Abstract
The impact of war and violence on health, specifically on mental health, has been highlighted often in the World Health Organization’s annual reports. Yet as the ‘intractable’ Israel-Palestine conflict continues; non-stakeholders may be perplexed at the parties’ persistent refusal to make necessary political and territorial compromises for the physical and mental wellbeing of their populations, particularly as violence ranges across the MENA region. Intermittent official conflict resolution processes, current and past, focus mainly on interstate-style peacemaking, regardless of the ‘state versus occupied entity’ asymmetry.
Meanwhile, the conflict ethos is determined by the parties’ narratives and national discourses, which repeatedly rehearse ‘exceptional’ claims to a history of catastrophic events that has created deep suffering and disruption. Collective trauma may be more diffuse than the presentation of war trauma, but clearly demands exploration as a formidable obstacle to peace, which cannot proceed without addressing this issue.

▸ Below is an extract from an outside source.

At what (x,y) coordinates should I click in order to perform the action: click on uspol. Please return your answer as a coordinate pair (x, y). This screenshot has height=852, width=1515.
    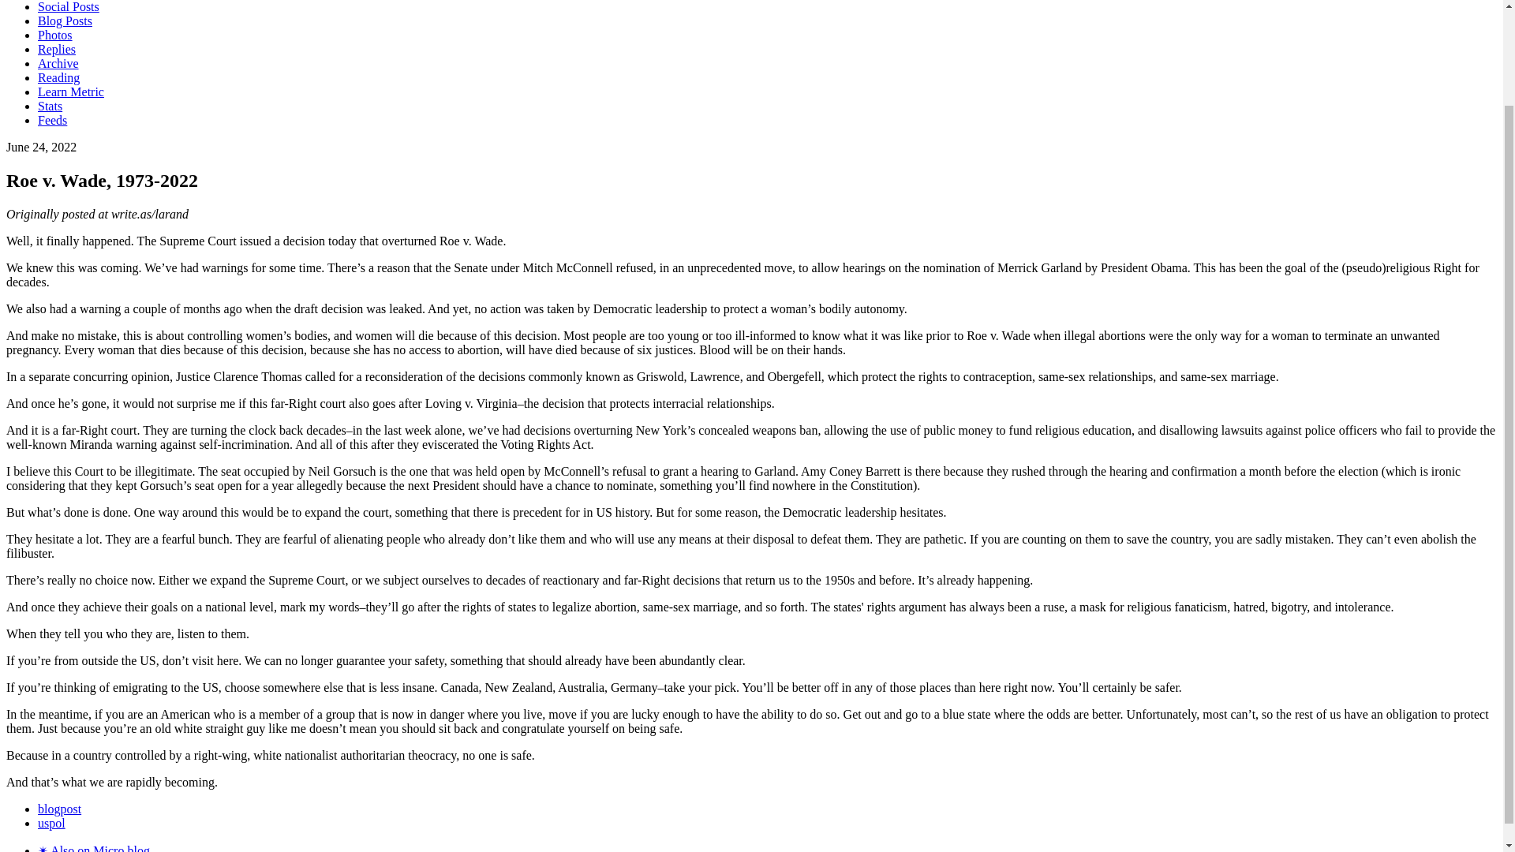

In this paper, the researcher intends a critical analysis of trauma’s epistemology and the social construction of ‘collective trauma,’ assessing their special connection to the Israel/Palestine conflict. The researcher further argues for the critical need to take into account both pathologies—the individual psychological trauma and the collective trauma—in seeking innovative possibilities hinging on recognition, that may bring a deeper-level resolution to this conflict.